A second reading of this book made for a very different experience than the first. Lucy’s first husband, William, calls Lucy and demands that she pack a bag and move with him to Maine. They haven’t lived together for many years and she can’t understand what the hurry is but Covid has hit New York and William wants out. They move to Maine in a rented house on the sea front and wait. The book then details all the people, conversations and events that happened to them during lockdown and the fact that Lucy and William get back together again.

The first time I read this book back in 2023 I was immediately taken with the pandemic element of the story, the lockdown, the fear and the strange ways in which we met to talk – outside and distanced. This reading allowed me to focus on the elements of the story, I am not sure you would call this a story, and what was happening in Lucy’s life and it was not as pleasurable an experience.

Told in first person through Lucy’s eyes, you are very much inside her head, an unsettling, scattered place that leaves you exhausted in places. She seems incapable of looking after herself, needing William to make decisions about the pandemic and staying safe, William to buy her a winter coat and to do the cooking whilst she flits about not settling. She does go outside and walk every day and talk to people that she meets – all distanced but there is something about the writing that I found quite irritating.

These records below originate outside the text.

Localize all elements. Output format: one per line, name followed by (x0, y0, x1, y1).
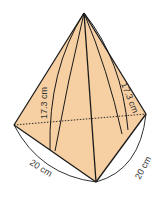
label-bottom-left: 20 cm (28, 157, 54, 178)
label-left-slant: 17.3 cm (39, 87, 49, 119)
label-bottom-right: 20 cm (133, 155, 153, 181)
pyramid-diagram: 17.3 cm 17.3 cm 20 cm 20 cm (0, 0, 164, 198)
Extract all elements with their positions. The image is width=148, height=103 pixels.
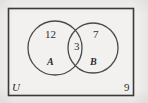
universal-set-rectangle — [9, 9, 134, 96]
region-count-outside: 9 — [124, 82, 130, 93]
set-a-label: A — [47, 57, 54, 67]
set-b-label: B — [90, 57, 97, 67]
region-count-a-only: 12 — [45, 29, 56, 40]
region-count-intersection: 3 — [74, 41, 80, 52]
venn-diagram-figure: 12 3 7 A B U 9 — [0, 0, 148, 103]
universal-set-label: U — [12, 82, 20, 93]
region-count-b-only: 7 — [93, 29, 99, 40]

Strout is the master of qualifying parts of and whole sentences. In the first part of the book I counted 58 different adverbs ending in -ly which is an unusually high number. The effect is to qualify the verbs making them specific but still remain vague. She does this in other ways:

It was not quite the middle of June . . .

So it wasn’t the 15th of June but what was it and was the timing important for the story she was about to tell? No.

Frequently, after a story had been told we hear ‘I get it’, or ‘I thought so’ or ‘I understand’ and so we as the reader have to work out what she understands or gets and there is quite a lot of that work to do. The writing is fragmented and quite speech like and she has a habit of ending paragraphs with a sentence that is quite emphatic or opposes what she has just been saying.

There were moments of quite profound thoughts and I suspect this along with the cast of characters that Lucy meets are what other readers love about this book but for me it was not as good the second time around.

The one part I really disliked in the book was when Lucy found she did have a story to write after having writer’s block for most of the time. Here, we then get the story’s characters – Arms, Legs and Sperm – and it really was not a good piece of writing. It was awful, making me feel as if Lucy wasn’t really a writer and I had seen Lucy as Strout and this as a piece of almost autofiction. Am I wrong?